■ Activity:
For each line below that holds the word "Where", make a copy.

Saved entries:
[Start of section]
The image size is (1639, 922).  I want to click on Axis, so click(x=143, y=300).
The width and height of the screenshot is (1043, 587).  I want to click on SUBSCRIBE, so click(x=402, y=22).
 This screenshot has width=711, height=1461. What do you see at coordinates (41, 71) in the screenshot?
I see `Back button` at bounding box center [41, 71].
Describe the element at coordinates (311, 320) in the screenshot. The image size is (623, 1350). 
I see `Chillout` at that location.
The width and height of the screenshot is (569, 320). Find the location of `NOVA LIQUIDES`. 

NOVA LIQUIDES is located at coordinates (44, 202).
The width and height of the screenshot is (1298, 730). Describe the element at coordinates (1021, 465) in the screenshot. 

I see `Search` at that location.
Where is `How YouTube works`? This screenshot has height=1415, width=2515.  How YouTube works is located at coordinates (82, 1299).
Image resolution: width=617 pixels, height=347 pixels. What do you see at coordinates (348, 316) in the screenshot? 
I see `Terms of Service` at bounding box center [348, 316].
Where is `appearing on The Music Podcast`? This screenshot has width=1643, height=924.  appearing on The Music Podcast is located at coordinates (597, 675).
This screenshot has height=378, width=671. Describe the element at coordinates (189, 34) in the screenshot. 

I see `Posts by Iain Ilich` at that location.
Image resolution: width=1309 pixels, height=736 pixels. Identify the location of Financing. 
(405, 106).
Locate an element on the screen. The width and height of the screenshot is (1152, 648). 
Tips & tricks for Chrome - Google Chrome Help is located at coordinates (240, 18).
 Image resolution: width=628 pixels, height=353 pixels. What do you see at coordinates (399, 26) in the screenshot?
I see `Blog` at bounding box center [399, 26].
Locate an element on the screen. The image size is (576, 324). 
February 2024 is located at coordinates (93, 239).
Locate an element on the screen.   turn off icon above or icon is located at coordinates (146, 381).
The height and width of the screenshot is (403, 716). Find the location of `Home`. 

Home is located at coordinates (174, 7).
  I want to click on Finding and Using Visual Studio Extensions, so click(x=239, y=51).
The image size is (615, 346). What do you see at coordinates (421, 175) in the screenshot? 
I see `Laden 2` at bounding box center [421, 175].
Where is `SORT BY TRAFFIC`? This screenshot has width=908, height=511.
[End of section]
■ Task result:
Where is `How YouTube works`? This screenshot has height=1415, width=2515.  How YouTube works is located at coordinates (82, 1299).
Where is `appearing on The Music Podcast`? This screenshot has width=1643, height=924.  appearing on The Music Podcast is located at coordinates (597, 675).
Where is `SORT BY TRAFFIC`? This screenshot has width=908, height=511.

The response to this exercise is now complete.